I never really had a very good image in my mind of what faith looked like. I had ideas for other things. Love is like what you experience with family and friends, the desire to protect and cherish. Joy is the bone-deep happiness that cannot be dimmed by outward circumstances. But what was faith like? How could I explain it to others? How could I explain it to myself?
The best I could come up with was hope on steroids. The most supremist of all the hopes that ever hoped before. But deep down, I knew that it was wrong. Hope, after all, is the wish for an outcome or circumstance that we do or don’t want, but it needs no merit or evidence. Often we hope the hardest when we see the odds lining up against our favor like when we’re out driving and the clouds are gathering. Please no rain, please no rain, please no rain…just let me make it home!
But faith? It’s the substance of things hoped for; the evidence of things not seen (Heb. 11:1). Faith is the reason our hope in Him is not mere wishing, but the basis upon which it rests. And while it’s certainly nifty to know that our hope for the future is not like wishing on a star, but based on the promises of God Who has sworn to never leave us or forsake us (Heb. 13:5), that faith in Him is not in vain (1 Cor. 15:20), that He holds all things in His hands (Ps. 31:14-15), it still felt a bit nebulous when I tried to form a visual image of what that looks like.
One day, when pondering this problem, I was wandering through my living room and plopped unceremoniously into the easy chair. To my immediate shock and horror, the chair wobbled, tilting uncertainly and in that flash, my gravity flashed before my eyes. Thankfully, the chair itself was sound and settled back onto all four feet. Once I’d carefully removed my fingernails from the chair arm, I pondered this. I’d not for a second doubted that the chair would hold me when I’d tossed myself into it. My hope that it would hold me, was vague at best. I had the expectation that it would hold me. Not because I could see all of the things that held it together but because, by the nature of it being a chair, I believed the promise it gave: I will hold true.
So too, I realized, should be my faith. I don’t see all of the things that God is doing as He holds together the universe and enacts His will to all who love him according to His purpose. I do not see the heavenly realm into which many have gone before and into which I shall one day pass. But by nature of Him being God, He has His own promise: He will hold true.
And because He is God, I will believe, and so, I shall sit.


Task objective: For each line below with the word "icon", write out a copy.

[Dataset records]

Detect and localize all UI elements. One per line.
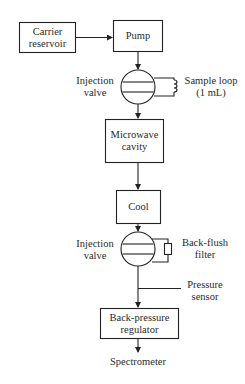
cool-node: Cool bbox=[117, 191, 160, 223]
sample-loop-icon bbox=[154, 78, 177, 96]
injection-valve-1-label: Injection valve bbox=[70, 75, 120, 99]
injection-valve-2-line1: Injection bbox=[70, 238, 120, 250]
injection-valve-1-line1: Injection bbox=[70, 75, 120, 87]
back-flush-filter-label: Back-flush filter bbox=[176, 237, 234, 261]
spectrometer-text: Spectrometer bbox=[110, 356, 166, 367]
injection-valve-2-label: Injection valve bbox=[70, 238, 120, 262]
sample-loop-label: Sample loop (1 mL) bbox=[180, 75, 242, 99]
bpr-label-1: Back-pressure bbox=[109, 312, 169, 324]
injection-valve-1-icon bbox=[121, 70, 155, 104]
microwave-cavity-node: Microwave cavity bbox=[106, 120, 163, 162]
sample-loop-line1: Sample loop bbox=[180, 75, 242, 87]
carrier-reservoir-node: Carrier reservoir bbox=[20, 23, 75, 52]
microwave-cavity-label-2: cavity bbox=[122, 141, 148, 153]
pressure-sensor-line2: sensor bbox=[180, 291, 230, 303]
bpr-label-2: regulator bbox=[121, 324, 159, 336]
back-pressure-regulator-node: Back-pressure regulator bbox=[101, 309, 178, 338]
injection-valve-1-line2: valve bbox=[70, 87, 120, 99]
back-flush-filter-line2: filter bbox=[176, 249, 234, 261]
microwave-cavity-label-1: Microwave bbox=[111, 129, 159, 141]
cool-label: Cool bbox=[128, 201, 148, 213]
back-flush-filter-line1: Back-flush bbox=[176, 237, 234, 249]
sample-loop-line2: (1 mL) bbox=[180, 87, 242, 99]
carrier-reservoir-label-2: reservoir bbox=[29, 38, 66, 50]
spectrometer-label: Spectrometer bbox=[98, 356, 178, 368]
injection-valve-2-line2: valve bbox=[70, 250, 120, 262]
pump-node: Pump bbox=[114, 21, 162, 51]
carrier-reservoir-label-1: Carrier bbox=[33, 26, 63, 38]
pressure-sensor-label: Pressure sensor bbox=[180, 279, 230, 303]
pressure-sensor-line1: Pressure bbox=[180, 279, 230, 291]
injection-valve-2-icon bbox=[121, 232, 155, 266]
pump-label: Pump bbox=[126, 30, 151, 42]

Response to this task:
sample-loop-icon bbox=[154, 78, 177, 96]
injection-valve-1-icon bbox=[121, 70, 155, 104]
injection-valve-2-icon bbox=[121, 232, 155, 266]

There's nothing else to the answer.